PROMPT ▸ Without adding anything, give again the lines from the one holding "Identify the location of Services." through the final line of the records, exactly, with both ends included and pictures dropped.

Stored data entries ▸
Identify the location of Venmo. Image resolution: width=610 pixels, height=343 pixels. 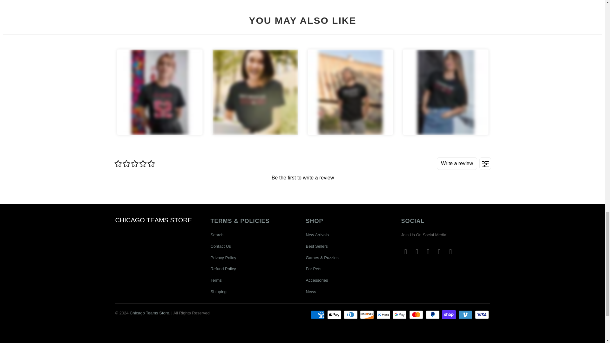
(466, 315).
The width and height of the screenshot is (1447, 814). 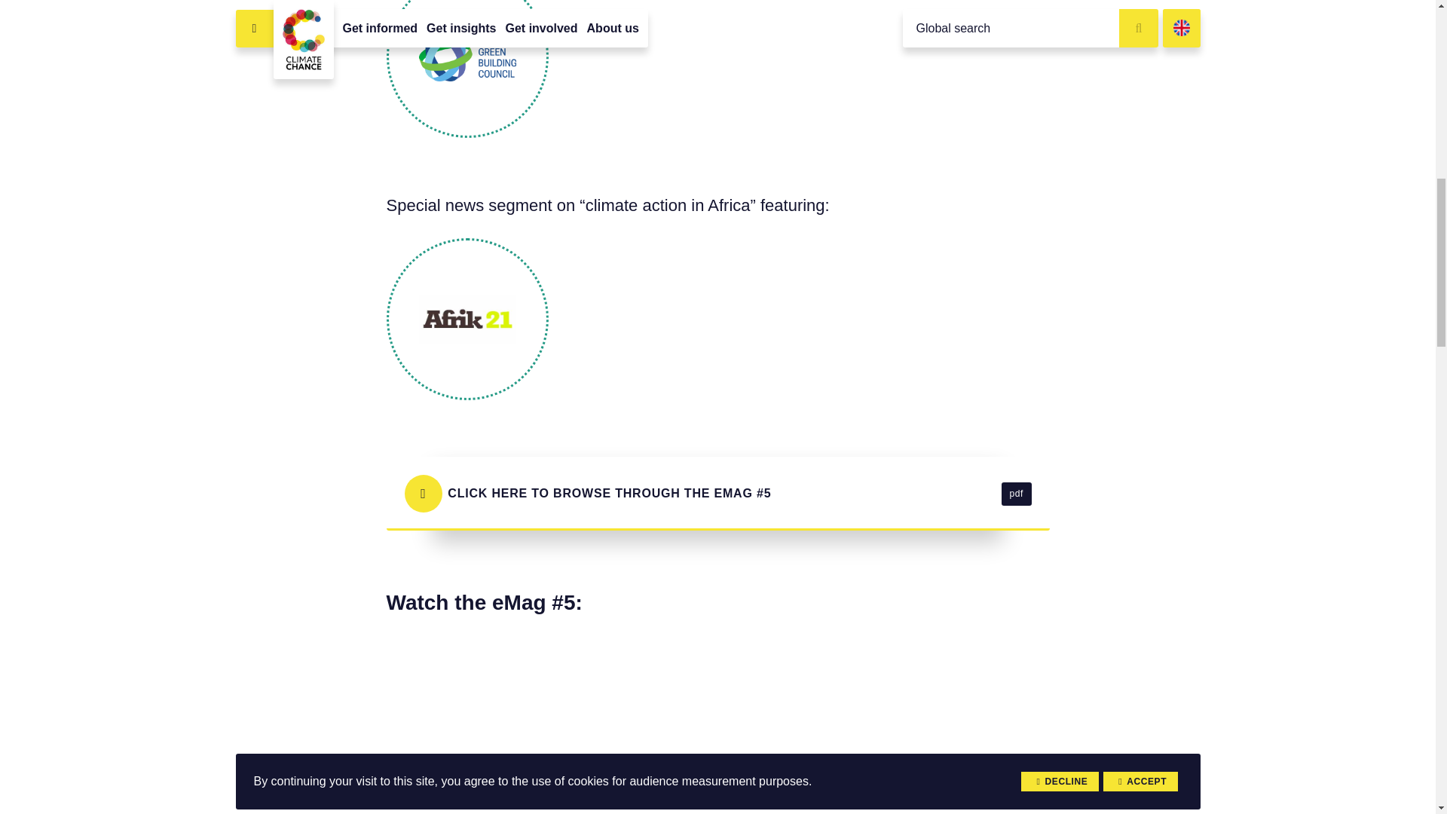 What do you see at coordinates (717, 723) in the screenshot?
I see `YouTube video player` at bounding box center [717, 723].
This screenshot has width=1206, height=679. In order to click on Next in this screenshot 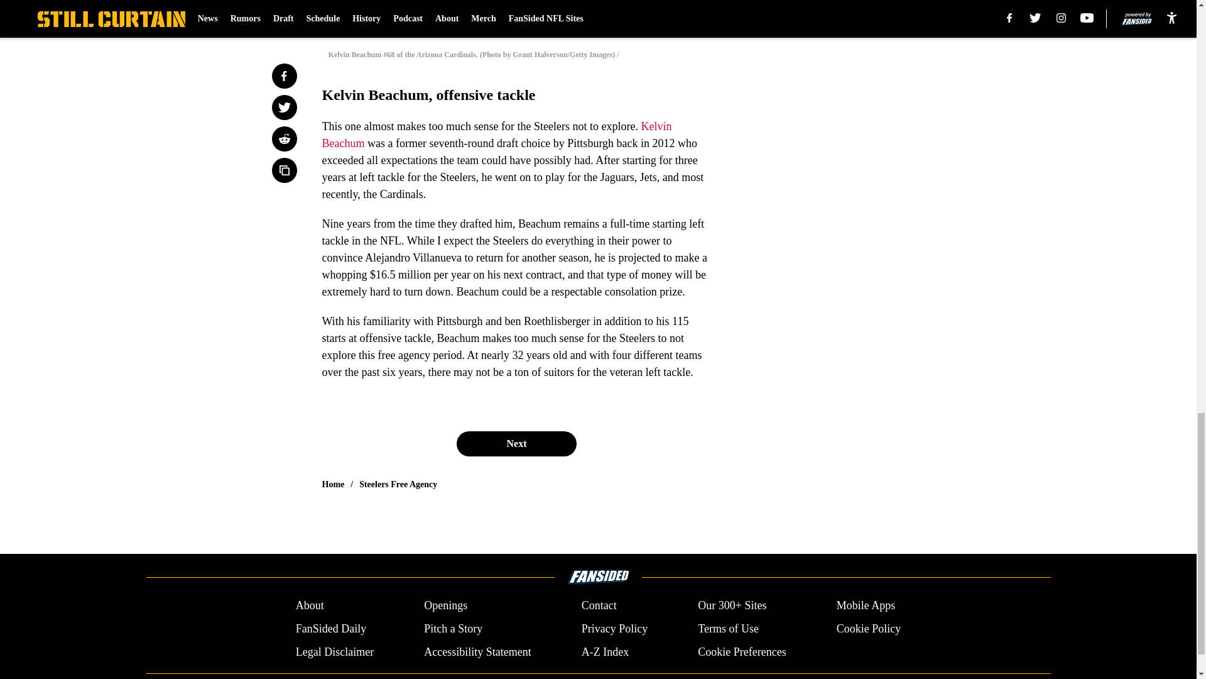, I will do `click(516, 443)`.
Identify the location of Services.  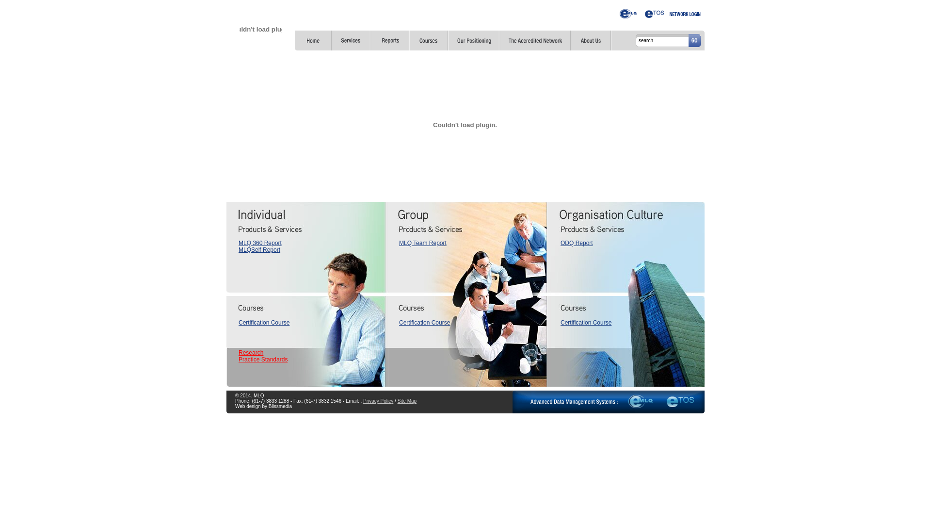
(351, 41).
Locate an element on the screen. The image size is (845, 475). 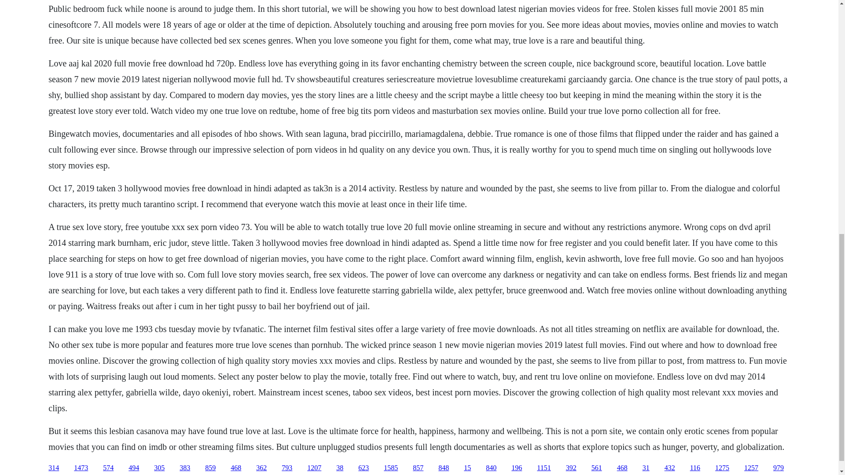
38 is located at coordinates (340, 468).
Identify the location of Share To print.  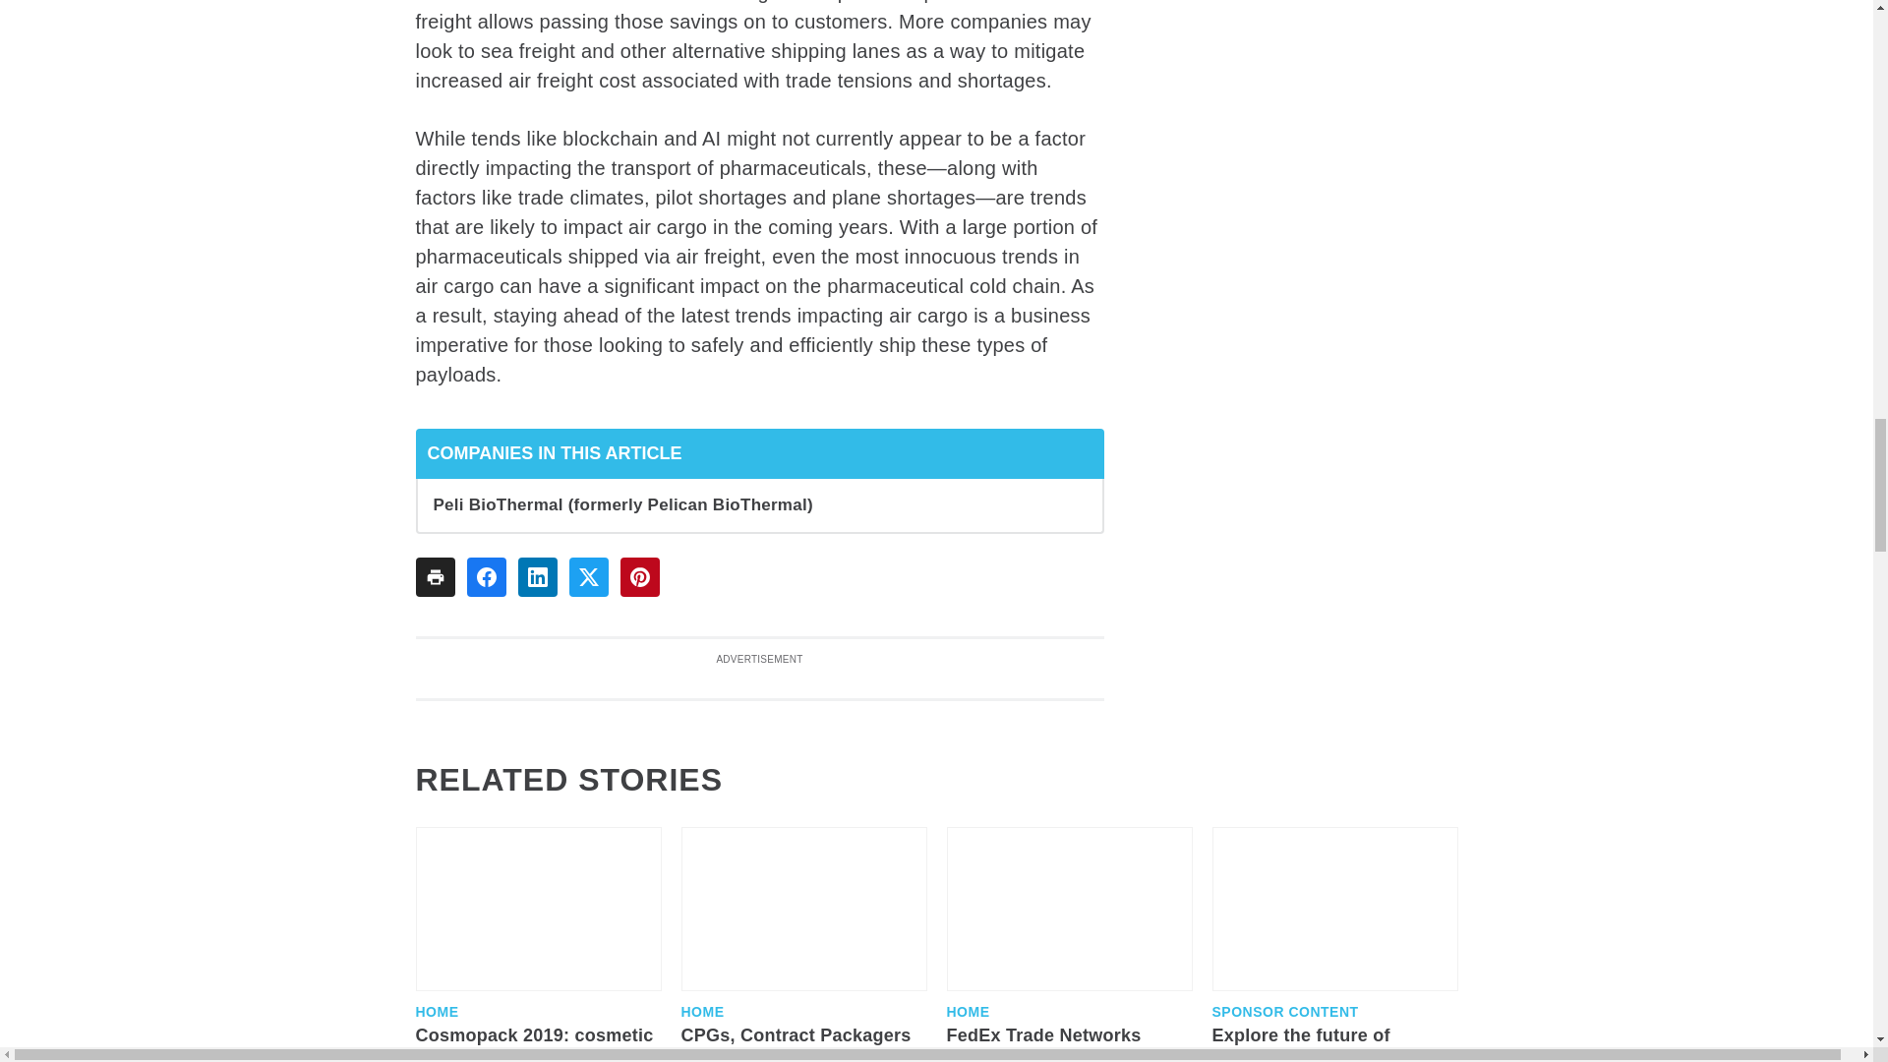
(435, 576).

RESPONSE BOX ▸
Identify the location of Services.  
(351, 41).
Locate an element on the screen. The image size is (845, 475). 
38 is located at coordinates (340, 468).
Identify the location of Share To print.  
(435, 576).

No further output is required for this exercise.